When do parties lie? Misinformation and radical-right populism across 26 countries
Summary
This conceptual paper argues that the “social media” paradigm — organized around user-generated content circulating through social networks — is unraveling, and proposes “post-social media studies” as a replacement analytical framework. Törnberg and Rogers identify three interlocking dynamics driving the transformation: a shift from social-graph to interest-based algorithmic recommendation, the rise of generative AI as a producer of synthetic content, and a retreat from public platforms into private, bounded spaces. From these they derive a typology of three emergent formations — algorithmic broadcasting platforms, semi-private spheres and micro-communities, and AI-mediated communication — each demanding new vocabularies, methods, and normative frameworks. (Note: the provided title does not match the paper’s actual content, which is “Towards a Post-Social Media Studies.“)
Key Contributions
- Proposes post-social media studies as a programmatic research agenda for digital communication.
- Develops a typology of three emergent post-social formations: algorithmic broadcasting platforms, semi-private spheres, and AI-mediated communication.
- Introduces and synthesizes concepts such as algorithmic publics, imitation publics, and the user-spectator to displace networked publics.
- Maps methodological reorientations to each formation: flow analysis and rhythmanalysis for broadcasting, ethnographic and design-analytic methods for semi-private spheres, AI auditing for chatbot-mediated communication.
- Frames the democratic stakes of communicative infrastructures that no longer reliably produce shared publics or stable texts.
Methods
Conceptual and theoretical synthesis rather than empirical study.

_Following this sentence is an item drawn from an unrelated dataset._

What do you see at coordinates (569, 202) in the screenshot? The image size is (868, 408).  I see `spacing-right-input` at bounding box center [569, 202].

The authors integrate literatures across platform studies, communication theory, digital sociology, and human–machine communication, and draw on secondary evidence — including Meta’s antitrust court filings (7% of Instagram and 17% of Facebook time spent on followed content), industry developments (TikTok’s For You Page, Meta and YouTube reorientations), and survey data on chatbot adoption — to motivate a comparative framework that distinguishes the three emergent formations and their distinct research challenges.
Findings
- Major platforms have shifted from social-graph distribution to algorithmic recommendation organized around inferred interests and passive attention signals (watch time, dwell time, completion rate).
- User participation on legacy public platforms has declined sharply — roughly a 50% drop in posting/viewing on Facebook and Twitter/X between 2020 and 2024.

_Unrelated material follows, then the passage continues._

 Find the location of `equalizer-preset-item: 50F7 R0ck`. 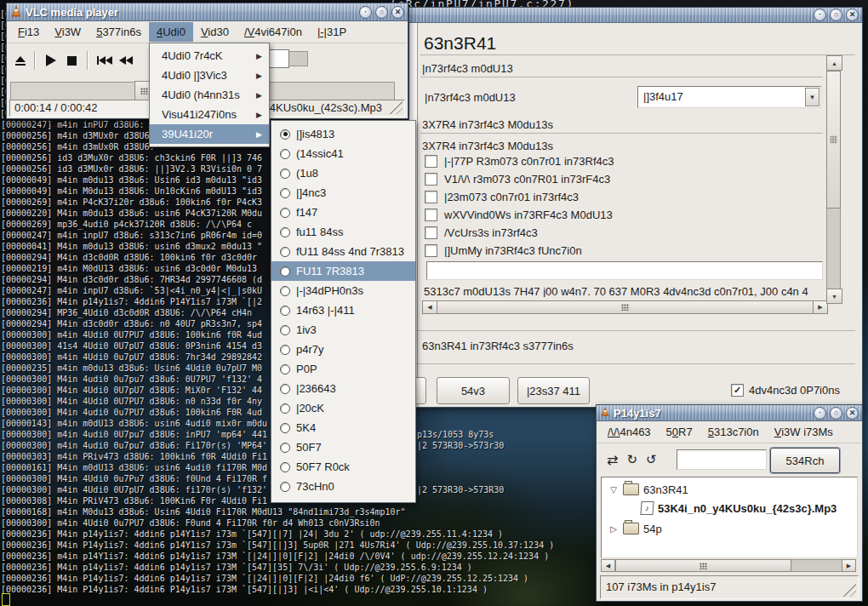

- AI chatbot use (52% of U.S. adults in 2025) now exceeds posting activity on major social media (35% Facebook, 20% Instagram, 11% Twitter/X).
- Generative AI lets platforms populate feeds with synthetic content (e.g., the “Shrimp Jesus” phenomenon), reducing dependence on user-generated content.
- Communicative practice is migrating to semi-private spheres (messaging groups, Substack, invite-only communities) organized around trust and reciprocity rather than visibility and scale.
- AI chatbots constitute a media form without publics: communication becomes individualized, generative, and ephemeral, leaving no shared text or public trace.
- Each formation generates distinct research obstacles: algorithmic opacity, access/ethics for private spaces, and the absence of shared texts for chatbot communication.
Connections
This paper sits alongside other work in the register theorizing the reconfiguration of platform power and the analytic challenge of post-API, post-feed environments — most directly Tornberg2026-lc by one of the same authors, and broader infrastructural and platform-studies pieces like Helmond2026-ll and Rieder2026-pp. Its argument about AI-mediated communication as a new media form connects to research on chatbot use, persuasion, and synthetic content such as Hackenburg2025-dj, DeVerna2025-dl, and Le-Mens2025-qz, while its concern with the erosion of shared epistemic infrastructure resonates with Lewandowsky2026-ob and Bak-Coleman2025-pm.